The Twin Engines Driving Climate Disasters

 It’s been over 90 degrees where I live in Vermont for days on end. We can’t take evening walks, plant our gardens, or breath all that well since the Canadian wildfires first compromised our air so badly that some of us have experienced respiratory issues. We’re halfway through the summer and we have yet to spend time on the deck with friends. And all that happened before biblical floods started after record monsoon rains that just wouldn’t quit. 

 It's beginning to seem like we’ve been witnessing the final stages of our own well-crafted horror movie for a long time now and the credits are about to roll. Among them are extreme heat and massive fires, along with our prolonged denial of global warming and the urgency of acting to decelerate it.

 We’ve seen otherworldly orange skies, orange fires that resemble the surface of the sun, erupting volcanoes, cars, homes, and debris tossed around like toys in tornadoes, or floating away in immensely powerful rivers. On the news people are beginning to wander around looking like stunned zombies because they’ve lost everything and have no idea what to do next because things will never be normal again. We all know that there is more to come and our resources, financial and emotional, are running low.

 There are those who will say this is too doomsday a scenario to talk about, but we all know it’s going to happen again, and worse. We know that because climate change is rapidly driving unprecedented heatwaves that fuel wildfires -- the two engines hovering over us faster than we thought. We ignore it at our own peril.

 Here’s the reality. As the climate continues to warm, heatwaves will get worse – everywhere. It’s happening in Europe, China, India, the U.S. and pretty much everywhere. Temperatures are already soaring above 110 degrees Fahrenheit and towns in several countries are being forced to evacuate, including in Italy and Greece. Florida could be next. This is not hyperbole. Scientists have been warning us about a global pattern of rising temperatures largely due to human activity and too many of us chose to look away. Now even Pope Francis has called on world leaders to heed the Earth’s “chorus of cries of anguish.”

 “Every heatwave that we are experiencing today has been made hotter and more frequent because of climate change,” says climate scientist Friederike Otto, co-leader of a World Weather Attribution research collaboration.

 Scientists agree that manmade greenhouse gas emissions have rapidly heated the planet and further speculation and theories have led to hundreds of studies conducted for decades, especially   involving situations where heat, floods, and drought have occurred. The important thing is that the situation is getting worse and fast.  Heat events that happened once every ten years before are now three times more frequent, according to Zurich-based climate scientist Sonia Seneviratne.

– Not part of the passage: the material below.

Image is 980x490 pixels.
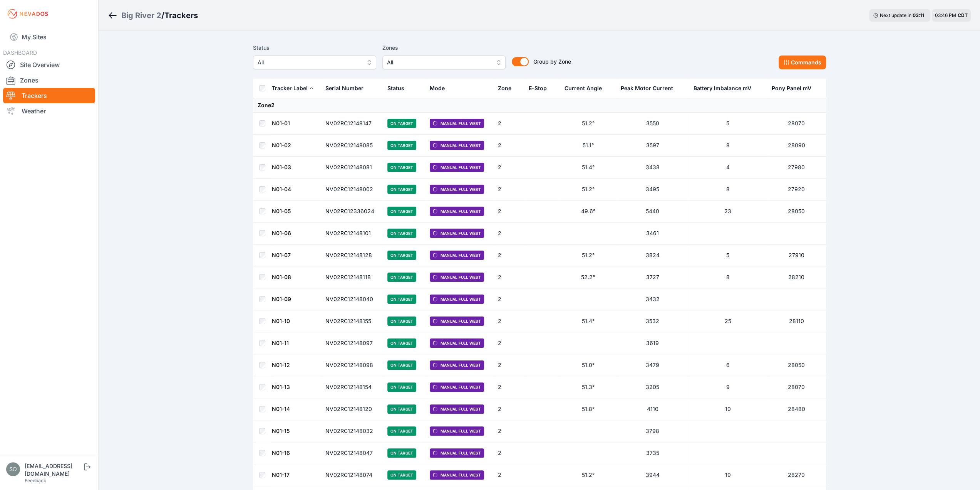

 Hot, dry conditions help fires spread rapidly, burn longer, and rage more intensely. Heat also means less moisture is retained for vegetation so that it turns to dry fuel for fires. Kim Cobb, director of the Institute at Brown for Environment and Society, noted in June that treacherous heat and fire had burned a large area of the U.S. that month killing more than a dozen people. She said the events embodied the “multiple stressors linked to man-made climate change” that the United Nations has warned about through its scientific panel on global warming. “If ever there was a moment to stop and re-evaluate our fossil fuel emissions trajectory, that moment is now,” she said.

 In his recent book, The Heat Will Kill You First: Life and Death on a Scorched Planet, writer Jeff Goodell says “global warming” sound too soothing, like we can just turn up the AC and all will be well. But, he says, the planet is burning and we’re running out of time, citing dying fish, melted asphalt, and melting glaciers.”  “When it gets too hot, things die,” he says simply.

 Noted environmentalist Bill McKibben, co-founder of 350.org, is another truthteller. “We can’t stop global warming at this point,” he told Democracy Now during a June 7th interview. “All we can do is try to stop it short of the places where it cuts civilizations off at the knees.” He calls on politicians and ordinary people to cut into the status quo. “This is the last of these moments we’re going to have when the world is summoned to action by events and when there’s still time to make at least some difference.”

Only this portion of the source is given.